Would you happen to know a lib which uses this kind of UX/DX ?
A famous one, I mean
not off the top of my head, but i don't really pay that much attention to this kind of thing as a library consumer, and it's hard to think of libraries that don't use a feature (or use it sparingly) in the abstract. i'm also not sure how many "famous" libraries i use or what counts as one π
i can say i've been frustrated in the past by libraries that overuse overload signatures, because it makes it hard to abstract over their functions or extract/reuse their types (utilities like Parameters<_> don't really work with overloaded functions)

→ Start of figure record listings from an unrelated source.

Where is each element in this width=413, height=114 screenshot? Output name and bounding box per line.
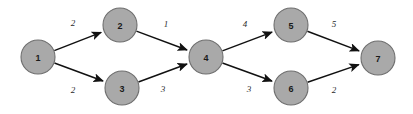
graph-svg: 22134352 1234567 xyxy=(0,0,413,114)
edge-weight-2-4: 1 xyxy=(164,19,169,29)
node-5[interactable]: 5 xyxy=(274,8,308,42)
node-7[interactable]: 7 xyxy=(361,41,395,75)
node-label-2: 2 xyxy=(117,21,122,31)
node-label-7: 7 xyxy=(375,54,380,64)
edge-weight-1-3: 2 xyxy=(71,85,76,95)
node-1[interactable]: 1 xyxy=(21,40,55,74)
edge-3-to-4 xyxy=(138,64,187,82)
edge-2-to-4 xyxy=(136,31,187,50)
edge-4-to-6 xyxy=(222,63,272,81)
edge-6-to-7 xyxy=(308,65,359,83)
edge-1-to-3 xyxy=(54,63,103,81)
edge-weight-5-7: 5 xyxy=(332,19,337,29)
edge-5-to-7 xyxy=(307,31,359,51)
node-3[interactable]: 3 xyxy=(105,71,139,105)
node-label-6: 6 xyxy=(288,84,293,94)
node-label-3: 3 xyxy=(119,84,124,94)
node-label-4: 4 xyxy=(203,53,208,63)
node-6[interactable]: 6 xyxy=(274,71,308,105)
node-label-5: 5 xyxy=(288,21,293,31)
edge-weight-6-7: 2 xyxy=(332,85,337,95)
nodes-layer: 1234567 xyxy=(21,8,395,105)
edge-1-to-2 xyxy=(54,32,101,50)
node-4[interactable]: 4 xyxy=(189,40,223,74)
node-2[interactable]: 2 xyxy=(103,8,137,42)
edge-weight-1-2: 2 xyxy=(71,18,76,28)
edge-weight-3-4: 3 xyxy=(160,84,166,94)
graph-diagram-canvas: 22134352 1234567 xyxy=(0,0,413,114)
edge-weight-4-5: 4 xyxy=(243,19,248,29)
edge-weight-4-6: 3 xyxy=(246,84,252,94)
edge-4-to-5 xyxy=(222,32,272,51)
node-label-1: 1 xyxy=(35,53,40,63)
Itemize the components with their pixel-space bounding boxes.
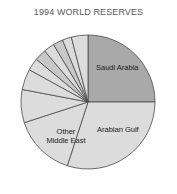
slice-label-arabian-gulf: Arabian Gulf	[97, 126, 139, 135]
slice-label-other-middle-east-line2: Middle East	[46, 136, 85, 145]
pie-chart-figure: 1994 WORLD RESERVES Saudi Arabia Arabian…	[0, 0, 177, 194]
pie-slices-group	[21, 35, 155, 169]
slice-label-other-middle-east: Other Middle East	[39, 128, 93, 145]
pie-chart-svg	[0, 0, 177, 194]
slice-label-saudi-arabia: Saudi Arabia	[96, 64, 139, 73]
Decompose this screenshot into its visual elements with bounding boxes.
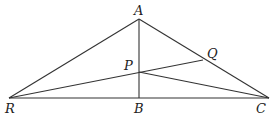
label-P: P [123,58,133,73]
label-B: B [133,101,144,116]
segment-AC [139,19,269,98]
label-C: C [256,101,266,116]
label-R: R [4,101,15,116]
label-Q: Q [207,46,218,61]
segment-PC [139,72,269,98]
segment-RA [9,19,139,98]
label-A: A [133,3,143,18]
geometry-diagram: A P Q R B C [0,0,279,119]
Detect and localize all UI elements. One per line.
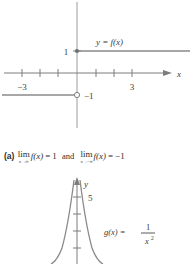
x-tick-label-3: 3 — [130, 82, 135, 92]
limit-2-subscript: x→−∞ — [81, 159, 93, 164]
function-label-f: y = f(x) — [95, 37, 123, 47]
limit-1-equals: = — [45, 151, 50, 161]
curve-branch-left — [51, 180, 74, 264]
limit-2-operator: lim — [81, 150, 93, 159]
answer-part-tag: (a) — [4, 151, 14, 161]
closed-endpoint-dot — [75, 49, 79, 53]
limit-1-operator: lim — [18, 150, 30, 159]
y-tick-label-5: 5 — [88, 193, 93, 203]
limit-2-equals: = — [108, 151, 113, 161]
step-function-graph: 1 −1 −3 3 x y = f(x) — [0, 0, 194, 150]
x-tick-label-minus-3: −3 — [17, 82, 27, 92]
limit-2-expression: f(x) — [94, 151, 107, 161]
limit-2-value: −1 — [115, 151, 125, 161]
fraction-denominator-exponent: 2 — [151, 235, 154, 241]
open-endpoint-circle — [74, 92, 79, 97]
x-axis-arrowhead — [163, 70, 172, 76]
function-label-g-lhs: g(x) = — [104, 227, 126, 237]
answer-conjunction: and — [62, 151, 74, 161]
y-axis-label-bottom: y — [83, 179, 88, 189]
inverse-square-graph: y 5 g(x) = 1 x 2 — [0, 174, 194, 264]
limit-1-value: 1 — [52, 151, 57, 161]
y-tick-label-1: 1 — [64, 47, 69, 57]
bottom-figure-container: y 5 g(x) = 1 x 2 — [0, 174, 194, 264]
limit-2: lim x→−∞ — [81, 150, 93, 164]
fraction-denominator: x — [144, 236, 149, 246]
limit-1: lim x→∞ — [18, 150, 30, 164]
y-label-minus-1: −1 — [84, 91, 94, 101]
y-axis-arrowhead — [74, 177, 80, 185]
x-axis-label: x — [176, 69, 181, 79]
fraction-numerator: 1 — [146, 222, 150, 232]
answer-line: (a) lim x→∞ f(x)=1 and lim x→−∞ f(x)=−1 — [4, 150, 194, 164]
limit-1-subscript: x→∞ — [18, 159, 30, 164]
limit-1-expression: f(x) — [31, 151, 44, 161]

For people reading this later on, here is a discussion under Matt Pockock inital tweet about using any:
https://x.com/eyelidlessness/status/1773394643465781476?s=20
@borisfyi @mattpocockuk One last thought: itβs often possible to break the super dynamic cases down as smaller less dynamic functions, getting back the possibility of safe overloads. That can be a perf tradeoff BUT itβs not always intuitive which version will win (monomorphic often == faster)
Going to just move the discussion here.
Yeah both options are not safe, option B obviously is not safe because of the cast, while option A has no protection for your implementation. Eg even though the signature says number argument should return string, you can still return a number and completely explode at runtime.
The point about overloads ruining type manipulation with Parameters<T> and ReturnType<T> is also true for both options.
The advantage of not splitting a function into two is mainly in that consumer of the function doesn't have to change their imports if they want to change which overload to call
But the downsides imo far outweigh that minor advantage for the most part.
For application code, I will always suggest splitting; for library code, you'd have to weigh the pros and cons and decide which choice to make.